My Butterfly
Robert Frost
Acquainted With the Night
The Armful
The Black Cottage
Blue-Butterfly Day
A Boundless Moment
The Code
The Death of the Hired Man
Departmental
The Door in the Dark
A Dream Pang
Dust of Snow
Evening in a Sugar Orchard
Fire and Ice
Flower-Gathering
Fragmentary Blue
The Generations of Men
Ghost House
In Hardwood Groves
In Neglect
Into My Own
The Kitchen Chimney
Love and a Question
Mending Wall
The Mountain
My Butterfly
My November Guest
Nothing Gold Can Stay
October
The Onset
Out, Out --
The Oven Bird
Pan with Us
A Patch of Old Snow
A Peck of Gold
A Prayer in Spring
Reluctance
Revelation
The Road Not Taken
Sand Dunes
Spring Pools
Stars
Stopping By Woods on a Snowy Evening
The Thatch
To E.T.
The Trial by Existence
The Tuft of Flowers
The Vanishing Red
The Vantage Point
A Winter Eden
The Wood-Pile
Thine emulous fond flowers are dead, too, And the daft sun-assaulter, he That frightened thee so oft, is fled or dead: Save only me (Nor is it sad to thee!) Save only me There is none left to mourn thee in the fields. The gray grass is scarce dappled with the snow; Its two banks have not shut upon the river; But it is long ago-- It seems forever-- Since first I saw thee glance, WIth all thy dazzling other ones, In airy dalliance, Precipitate in love, Tossed, tangled, whirled and whirled above, Like a linp rose-wreath in a fairy dance. When that was, the soft mist Of my regret hung not on all the land, And I was glad for thee, And glad for me, I wist. Thou didst not know, who tottered, wandering on high, That fate had made thee for the pleasure of the wind, With those great careless wings, Nor yet did I. And there were other things: It seemed God let thee flutter from his gentle clasp: Then fearful he had let thee win Too far beyond him to be gathered in, Santched thee, o'ereager, with ungentle gasp. Ah! I remember me How once conspiracy was rife Against my life-- The languor of it and the dreaming fond; Surging, the grasses dizzied me of thought, The breeze three odors brought, And a gem-flower waved in a wand! Then when I was distraught And could not speak, Sidelong, full on my cheek, What should that reckless zephyr fling But the wild touch of thy dye-dusty wing! I found that wing broken today! For thou art dead, I said, And the strange birds say. I found it with the withered leaves Under the eaves.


To do »
Please repeat the listing below exactly, but do not include its pictures.

Data provided »
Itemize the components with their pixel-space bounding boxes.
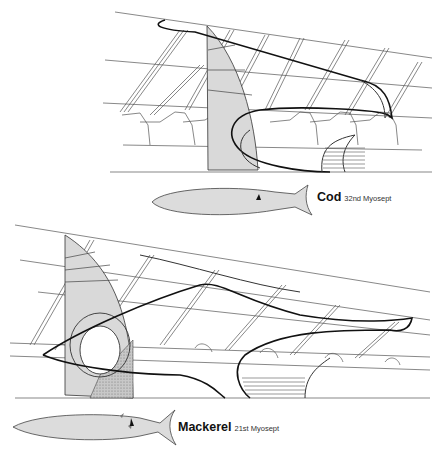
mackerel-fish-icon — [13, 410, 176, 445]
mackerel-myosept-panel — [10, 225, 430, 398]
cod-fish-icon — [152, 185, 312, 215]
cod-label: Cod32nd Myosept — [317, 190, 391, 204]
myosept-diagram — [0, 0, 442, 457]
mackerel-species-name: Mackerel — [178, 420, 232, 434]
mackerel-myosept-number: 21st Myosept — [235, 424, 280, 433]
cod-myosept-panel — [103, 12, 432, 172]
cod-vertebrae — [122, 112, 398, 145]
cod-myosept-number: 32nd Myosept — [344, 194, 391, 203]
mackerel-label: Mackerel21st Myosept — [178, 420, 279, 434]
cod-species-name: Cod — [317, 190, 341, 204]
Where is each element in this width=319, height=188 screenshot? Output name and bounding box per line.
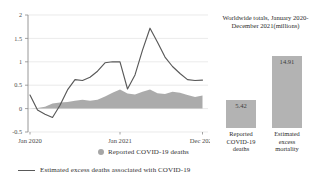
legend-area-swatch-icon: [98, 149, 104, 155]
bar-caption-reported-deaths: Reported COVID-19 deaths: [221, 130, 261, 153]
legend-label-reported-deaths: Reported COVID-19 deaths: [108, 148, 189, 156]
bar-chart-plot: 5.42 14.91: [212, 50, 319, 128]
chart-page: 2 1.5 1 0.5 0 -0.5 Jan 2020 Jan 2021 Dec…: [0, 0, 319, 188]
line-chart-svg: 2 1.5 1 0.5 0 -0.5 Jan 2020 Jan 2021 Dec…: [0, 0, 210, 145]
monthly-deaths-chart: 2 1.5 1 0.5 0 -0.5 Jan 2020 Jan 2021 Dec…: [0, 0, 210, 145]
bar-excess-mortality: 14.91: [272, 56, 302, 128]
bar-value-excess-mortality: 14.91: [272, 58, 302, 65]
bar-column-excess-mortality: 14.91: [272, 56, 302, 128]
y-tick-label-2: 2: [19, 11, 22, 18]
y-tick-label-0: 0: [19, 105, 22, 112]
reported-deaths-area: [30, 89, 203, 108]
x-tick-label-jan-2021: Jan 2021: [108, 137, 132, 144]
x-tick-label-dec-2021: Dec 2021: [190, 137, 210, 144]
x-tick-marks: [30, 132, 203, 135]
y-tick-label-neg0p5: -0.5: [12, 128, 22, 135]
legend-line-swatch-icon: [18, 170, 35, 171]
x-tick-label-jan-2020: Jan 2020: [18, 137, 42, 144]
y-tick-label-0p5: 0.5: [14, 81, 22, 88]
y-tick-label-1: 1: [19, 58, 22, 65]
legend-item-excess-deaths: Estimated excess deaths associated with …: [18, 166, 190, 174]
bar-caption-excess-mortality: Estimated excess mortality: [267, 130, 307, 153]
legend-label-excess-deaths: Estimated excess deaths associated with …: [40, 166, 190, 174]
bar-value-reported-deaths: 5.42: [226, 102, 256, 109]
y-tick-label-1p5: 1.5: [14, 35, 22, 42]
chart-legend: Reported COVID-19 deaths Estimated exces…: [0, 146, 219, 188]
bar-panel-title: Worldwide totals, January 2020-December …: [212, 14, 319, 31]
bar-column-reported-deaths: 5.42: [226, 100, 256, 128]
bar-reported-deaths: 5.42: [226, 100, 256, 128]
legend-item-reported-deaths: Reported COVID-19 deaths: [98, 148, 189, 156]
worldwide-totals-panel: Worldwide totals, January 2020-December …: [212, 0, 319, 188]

Exercise answer »
Itemize the components with their pixel-space bounding boxes.
mackerel-fish-icon — [13, 410, 176, 445]
mackerel-myosept-panel — [10, 225, 430, 398]
cod-fish-icon — [152, 185, 312, 215]
cod-label: Cod32nd Myosept — [317, 190, 391, 204]
myosept-diagram — [0, 0, 442, 457]
mackerel-species-name: Mackerel — [178, 420, 232, 434]
mackerel-myosept-number: 21st Myosept — [235, 424, 280, 433]
cod-myosept-panel — [103, 12, 432, 172]
cod-vertebrae — [122, 112, 398, 145]
cod-myosept-number: 32nd Myosept — [344, 194, 391, 203]
mackerel-label: Mackerel21st Myosept — [178, 420, 279, 434]
cod-species-name: Cod — [317, 190, 341, 204]
Where is each element in this width=319, height=188 screenshot? Output name and bounding box per line.
legend-area-swatch-icon: [98, 149, 104, 155]
bar-caption-reported-deaths: Reported COVID-19 deaths: [221, 130, 261, 153]
legend-label-reported-deaths: Reported COVID-19 deaths: [108, 148, 189, 156]
bar-chart-plot: 5.42 14.91: [212, 50, 319, 128]
chart-page: 2 1.5 1 0.5 0 -0.5 Jan 2020 Jan 2021 Dec…: [0, 0, 319, 188]
line-chart-svg: 2 1.5 1 0.5 0 -0.5 Jan 2020 Jan 2021 Dec…: [0, 0, 210, 145]
monthly-deaths-chart: 2 1.5 1 0.5 0 -0.5 Jan 2020 Jan 2021 Dec…: [0, 0, 210, 145]
bar-excess-mortality: 14.91: [272, 56, 302, 128]
bar-value-excess-mortality: 14.91: [272, 58, 302, 65]
bar-column-excess-mortality: 14.91: [272, 56, 302, 128]
y-tick-label-2: 2: [19, 11, 22, 18]
y-tick-label-0: 0: [19, 105, 22, 112]
reported-deaths-area: [30, 89, 203, 108]
x-tick-label-jan-2021: Jan 2021: [108, 137, 132, 144]
x-tick-label-dec-2021: Dec 2021: [190, 137, 210, 144]
x-tick-marks: [30, 132, 203, 135]
y-tick-label-neg0p5: -0.5: [12, 128, 22, 135]
legend-line-swatch-icon: [18, 170, 35, 171]
x-tick-label-jan-2020: Jan 2020: [18, 137, 42, 144]
y-tick-label-0p5: 0.5: [14, 81, 22, 88]
y-tick-label-1: 1: [19, 58, 22, 65]
legend-item-excess-deaths: Estimated excess deaths associated with …: [18, 166, 190, 174]
bar-caption-excess-mortality: Estimated excess mortality: [267, 130, 307, 153]
legend-label-excess-deaths: Estimated excess deaths associated with …: [40, 166, 190, 174]
bar-value-reported-deaths: 5.42: [226, 102, 256, 109]
y-tick-label-1p5: 1.5: [14, 35, 22, 42]
chart-legend: Reported COVID-19 deaths Estimated exces…: [0, 146, 219, 188]
bar-panel-title: Worldwide totals, January 2020-December …: [212, 14, 319, 31]
bar-column-reported-deaths: 5.42: [226, 100, 256, 128]
bar-reported-deaths: 5.42: [226, 100, 256, 128]
legend-item-reported-deaths: Reported COVID-19 deaths: [98, 148, 189, 156]
worldwide-totals-panel: Worldwide totals, January 2020-December …: [212, 0, 319, 188]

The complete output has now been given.